“Impossible to say. If only we could get to a trading post or a station we might raise a posse and take after them. In this part of the country it is a mighty bad offense to steal skins.”
“What do they do with such fellows?” asked Jack.
“Hang dem!” burst out old Joe.
“Oh, not quite as bad as that!” exclaimed Tom.
“Boosh! To hang, it ees too good for dem.”
They journeyed on for some time in silence. Then Joe told them that he was building his hopes on finding some of his Indian friends, from whom they could get meat of some kind. For they had no rifles and no means of procuring food, and their supply, except for flour and salt, was running low.
He hoped, he said, to make an Indian encampment, possibly the one where they had last stopped, before the next night. About midnight they paused near one of the numerous, small, unnamed lakes that are frequent in that part of the country. At one place in it was a hole which the Indians had chopped to spear fish. This was skimmed over with ice which, however, Joe surmised could be easily broken through.
The old trapper had in one of his numerous pockets the head of a fish spear. Cutting a stick, he soon fitted a handle to this head and Jack, with the lantern to act as a lure and make the fish rise, was despatched to the ice hole to catch all he could. It was important that the dogs should be fed without delay, for they were getting hungry, the fish at the Wolf’s camp having been sufficient only for his own mamelukes.
Spearing fish is work that calls for an adept hand. But the boys had had plenty of practice at their own camp, for the silver foxes had not lost their appetites with captivity and would greedily eat all that they could get. This had kept the boys busy securing fish and they were all experts at the work. Jack, especially, liked it, and was exceptionally good at it.
After he had fished less than half an hour he had speared a good number of fine fresh fish. The dogs, who appeared to guess what was going forward, barked shrilly and appealingly as he started back toward the spot where the sled had been halted.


EXERCISE INSTRUCTIONS:
Return copies of the lines below that mention "which".

STORED DATA:
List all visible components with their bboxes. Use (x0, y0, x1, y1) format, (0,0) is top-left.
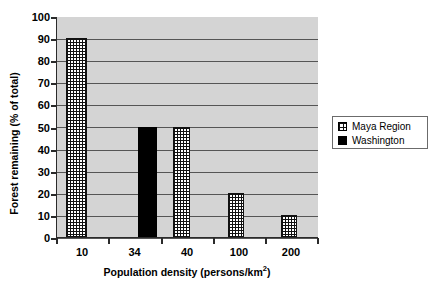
plot-area (56, 17, 318, 238)
y-tick-label: 30 (20, 167, 50, 178)
y-tick-label: 40 (20, 145, 50, 156)
y-tick-label: 90 (20, 34, 50, 45)
bar-maya-200 (281, 215, 297, 237)
x-axis-title-base: Population density (persons/km (104, 266, 263, 278)
bar-maya-10 (66, 38, 87, 237)
y-tick-label: 60 (20, 100, 50, 111)
x-axis-title-tail: ) (267, 266, 271, 278)
x-tick-label: 40 (161, 247, 213, 258)
x-tick-mark (108, 238, 110, 244)
y-tick-label: 10 (20, 211, 50, 222)
legend-item-washington: Washington (338, 134, 427, 147)
y-tick-label: 50 (20, 123, 50, 134)
bar-chart: Forest remaining (% of total) 100 90 80 … (0, 0, 435, 288)
legend-label: Washington (352, 135, 404, 146)
y-tick-label: 80 (20, 56, 50, 67)
x-axis-title: Population density (persons/km2) (56, 264, 318, 278)
y-tick-label: 70 (20, 78, 50, 89)
x-tick-mark (161, 238, 163, 244)
chart-legend: Maya Region Washington (332, 116, 428, 149)
gridline (57, 238, 318, 239)
x-tick-mark (213, 238, 215, 244)
x-tick-label: 100 (213, 247, 265, 258)
bars-layer (57, 17, 318, 237)
legend-item-maya-region: Maya Region (338, 120, 427, 133)
crosshatch-swatch-icon (338, 122, 347, 131)
y-tick-label: 0 (20, 233, 50, 244)
x-tick-mark (56, 238, 58, 244)
x-tick-label: 10 (56, 247, 108, 258)
y-tick-label: 100 (20, 12, 50, 23)
bar-maya-100 (228, 193, 244, 237)
legend-label: Maya Region (352, 121, 411, 132)
bar-maya-40 (173, 127, 190, 238)
x-tick-mark (317, 238, 319, 244)
x-tick-label: 34 (108, 247, 161, 258)
y-tick-label: 20 (20, 189, 50, 200)
bar-washington-34 (138, 127, 157, 238)
black-swatch-icon (338, 136, 347, 145)
x-tick-mark (265, 238, 267, 244)
x-tick-label: 200 (265, 247, 317, 258)
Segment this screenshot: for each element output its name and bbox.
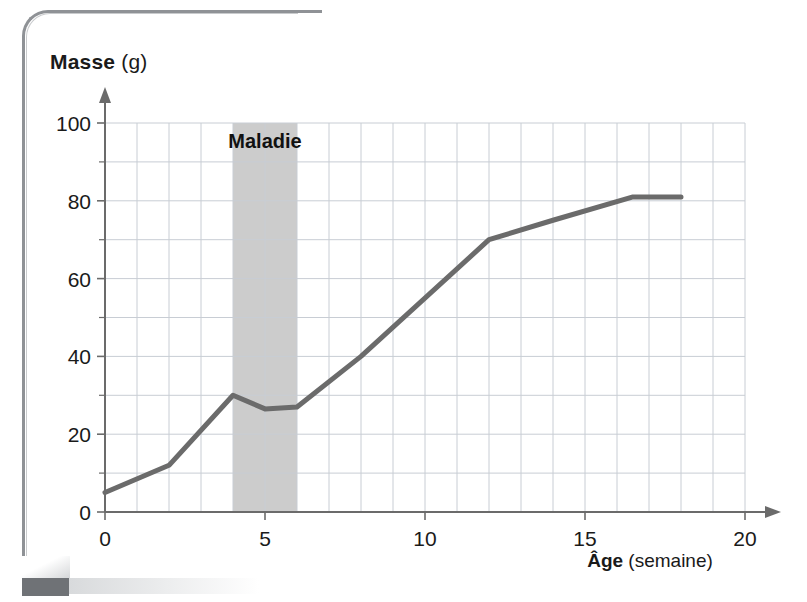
x-axis-arrow [765,506,781,518]
y-axis-title-light: (g) [121,50,147,73]
x-tick-label: 10 [395,528,455,549]
x-axis-title: Âge (semaine) [587,550,713,572]
gridlines [105,123,745,512]
y-tick-label: 40 [45,346,91,367]
x-tick-label: 0 [75,528,135,549]
y-tick-label: 60 [45,268,91,289]
y-axis-title: Masse (g) [50,50,148,74]
y-tick-label: 0 [45,502,91,523]
x-axis-title-strong: Âge [587,550,623,571]
y-tick-label: 20 [45,424,91,445]
y-axis-arrow [99,87,111,103]
mass-vs-age-line-chart: Masse (g) Âge (semaine) 020406080100 051… [0,0,807,602]
x-tick-label: 5 [235,528,295,549]
x-axis-title-light: (semaine) [628,550,712,571]
axes [97,87,781,520]
plot-canvas [0,0,807,602]
x-tick-label: 20 [715,528,775,549]
x-tick-label: 15 [555,528,615,549]
y-tick-label: 100 [45,113,91,134]
maladie-band-label: Maladie [228,130,301,153]
y-axis-title-strong: Masse [50,50,115,73]
y-tick-label: 80 [45,190,91,211]
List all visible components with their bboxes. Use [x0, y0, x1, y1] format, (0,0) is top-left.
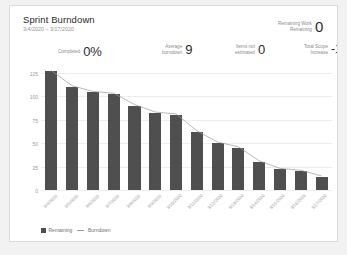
x-axis-tick: 3/9/2020 — [144, 196, 165, 226]
chart-axes: 0255075100125 — [41, 67, 332, 190]
sprint-burndown-card: Sprint Burndown 3/4/2020 – 3/17/2020 Rem… — [9, 5, 338, 242]
x-axis-tick: 3/8/2020 — [124, 196, 145, 226]
x-axis-tick: 3/4/2020 — [41, 196, 62, 226]
kpi-completed-label: Completed — [58, 49, 80, 54]
x-axis-tick: 3/13/2020 — [227, 196, 248, 226]
page-title: Sprint Burndown — [23, 14, 95, 25]
y-axis-tick: 50 — [32, 141, 41, 147]
burndown-line — [41, 67, 332, 190]
x-axis-tick-label: 3/4/2020 — [43, 193, 59, 209]
x-axis-tick-label: 3/11/2020 — [186, 193, 203, 210]
x-axis-tick-label: 3/8/2020 — [125, 193, 141, 209]
kpi-completed-value: 0% — [83, 45, 101, 58]
x-axis-tick: 3/7/2020 — [103, 196, 124, 226]
chart-legend: Remaining Burndown — [41, 227, 110, 233]
legend-square-icon — [41, 228, 46, 233]
x-axis-tick-label: 3/16/2020 — [289, 193, 306, 210]
screenshot-root: Sprint Burndown 3/4/2020 – 3/17/2020 Rem… — [0, 0, 347, 255]
x-axis-tick: 3/6/2020 — [82, 196, 103, 226]
kpi-items-not-estimated-value: 0 — [258, 43, 265, 56]
x-axis-tick: 3/16/2020 — [289, 196, 310, 226]
kpi-total-scope-increase: Total Scope Increase -127 — [304, 40, 338, 58]
kpi-items-not-estimated: Items not estimated 0 — [235, 40, 265, 58]
y-axis-tick: 75 — [32, 118, 41, 124]
kpi-average-burndown: Average burndown 9 — [162, 40, 192, 58]
kpi-total-scope-increase-value: -127 — [331, 43, 338, 56]
kpi-remaining-work-value: 0 — [315, 20, 323, 33]
kpi-remaining-work-label: Remaining Work Remaining — [278, 21, 312, 32]
kpi-total-scope-increase-label: Total Scope Increase — [304, 44, 328, 55]
y-axis-tick: 125 — [30, 71, 41, 77]
kpi-average-burndown-value: 9 — [185, 43, 192, 56]
x-axis-tick: 3/5/2020 — [62, 196, 83, 226]
x-axis-tick-label: 3/12/2020 — [207, 193, 224, 210]
y-axis-tick: 25 — [32, 165, 41, 171]
x-axis-tick-label: 3/14/2020 — [248, 193, 265, 210]
x-axis-tick: 3/17/2020 — [309, 196, 330, 226]
legend-item-burndown: Burndown — [77, 227, 110, 233]
x-axis-tick: 3/12/2020 — [206, 196, 227, 226]
x-axis-tick: 3/11/2020 — [185, 196, 206, 226]
legend-item-remaining: Remaining — [41, 227, 72, 233]
legend-item-remaining-label: Remaining — [49, 227, 73, 233]
kpi-remaining-work: Remaining Work Remaining 0 — [278, 17, 323, 35]
x-axis-tick: 3/15/2020 — [268, 196, 289, 226]
x-axis-tick-label: 3/6/2020 — [84, 193, 100, 209]
kpi-completed: Completed0% — [58, 42, 102, 60]
gridline: 0 — [41, 190, 332, 191]
y-axis-tick: 100 — [30, 94, 41, 100]
kpi-average-burndown-label: Average burndown — [162, 44, 182, 55]
x-axis-tick-label: 3/17/2020 — [310, 193, 327, 210]
x-axis-tick: 3/14/2020 — [247, 196, 268, 226]
legend-item-burndown-label: Burndown — [88, 227, 111, 233]
chart-x-axis-labels: 3/4/20203/5/20203/6/20203/7/20203/8/2020… — [41, 196, 330, 226]
x-axis-tick-label: 3/10/2020 — [165, 193, 182, 210]
x-axis-tick-label: 3/13/2020 — [227, 193, 244, 210]
chart-plot-area: 0255075100125 — [10, 61, 338, 196]
legend-line-icon — [77, 230, 84, 231]
x-axis-tick-label: 3/15/2020 — [269, 193, 286, 210]
card-header: Sprint Burndown 3/4/2020 – 3/17/2020 Rem… — [10, 6, 337, 58]
date-range: 3/4/2020 – 3/17/2020 — [23, 26, 74, 32]
x-axis-tick-label: 3/5/2020 — [63, 193, 79, 209]
kpi-items-not-estimated-label: Items not estimated — [235, 44, 255, 55]
x-axis-tick-label: 3/7/2020 — [105, 193, 121, 209]
x-axis-tick-label: 3/9/2020 — [146, 193, 162, 209]
x-axis-tick: 3/10/2020 — [165, 196, 186, 226]
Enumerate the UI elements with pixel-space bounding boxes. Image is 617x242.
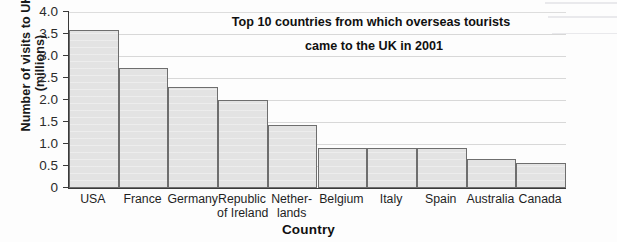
scan-artifact-line <box>545 2 617 4</box>
bar-chart-figure: Number of visits to UK (millions) 00.51.… <box>0 0 617 242</box>
y-tick-label: 3.0 <box>39 50 58 62</box>
x-tick-label-line: Republic <box>217 192 267 206</box>
bar <box>119 68 169 188</box>
bar-fill <box>418 149 466 187</box>
x-tick-label: Republicof Ireland <box>217 192 267 220</box>
x-tick-label: Belgium <box>317 192 367 206</box>
bar-fill <box>319 149 367 187</box>
bar-fill <box>219 101 267 187</box>
y-tick-label: 2.5 <box>39 72 58 84</box>
x-axis-tick-labels: USAFranceGermanyRepublicof IrelandNether… <box>68 192 565 226</box>
bar-fill <box>368 149 416 187</box>
x-tick-label: Spain <box>416 192 466 206</box>
bar <box>218 100 268 188</box>
y-axis-tick-labels: 00.51.01.52.02.53.03.54.0 <box>0 0 68 200</box>
bar-fill <box>120 69 168 187</box>
x-tick-label: Nether-lands <box>267 192 317 220</box>
bar <box>467 159 517 188</box>
x-tick-label: Canada <box>515 192 565 206</box>
bar-fill <box>169 88 217 187</box>
x-tick-label-line: Nether- <box>267 192 317 206</box>
bar-fill <box>468 160 516 187</box>
bar <box>168 87 218 188</box>
y-tick-label: 3.5 <box>39 28 58 40</box>
x-tick-label-line: USA <box>68 192 118 206</box>
bar-fill <box>269 126 317 187</box>
y-tick-label: 1.5 <box>39 116 58 128</box>
chart-title-line2: came to the UK in 2001 <box>196 34 546 58</box>
bar <box>268 125 318 188</box>
x-tick-label: Germany <box>167 192 217 206</box>
x-axis-title: Country <box>0 222 617 237</box>
x-tick-label-line: Belgium <box>317 192 367 206</box>
x-tick-label: Australia <box>466 192 516 206</box>
bar <box>367 148 417 188</box>
x-tick-label-line: Germany <box>167 192 217 206</box>
x-tick-label: USA <box>68 192 118 206</box>
chart-title: Top 10 countries from which overseas tou… <box>196 10 546 58</box>
bar <box>516 163 566 188</box>
chart-title-line1: Top 10 countries from which overseas tou… <box>196 10 546 34</box>
y-tick-label: 2.0 <box>39 94 58 106</box>
x-tick-label: Italy <box>366 192 416 206</box>
bar-fill <box>517 164 565 187</box>
y-tick-label: 0.5 <box>39 160 58 172</box>
x-tick-label-line: lands <box>267 206 317 220</box>
y-tick-label: 1.0 <box>39 138 58 150</box>
bar <box>69 30 119 188</box>
y-tick-label: 4.0 <box>39 6 58 18</box>
x-tick-label-line: of Ireland <box>217 206 267 220</box>
x-tick-label: France <box>118 192 168 206</box>
x-tick-label-line: Australia <box>466 192 516 206</box>
bar <box>417 148 467 188</box>
y-tick-label: 0 <box>50 182 58 194</box>
bar-fill <box>70 31 118 187</box>
bar <box>318 148 368 188</box>
x-tick-label-line: Spain <box>416 192 466 206</box>
x-tick-label-line: France <box>118 192 168 206</box>
x-tick-label-line: Canada <box>515 192 565 206</box>
x-tick-label-line: Italy <box>366 192 416 206</box>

THE ANSWER:
chart-title: Top 10 countries from which overseas tou… <box>196 10 546 58</box>
chart-title-line1: Top 10 countries from which overseas tou… <box>196 10 546 34</box>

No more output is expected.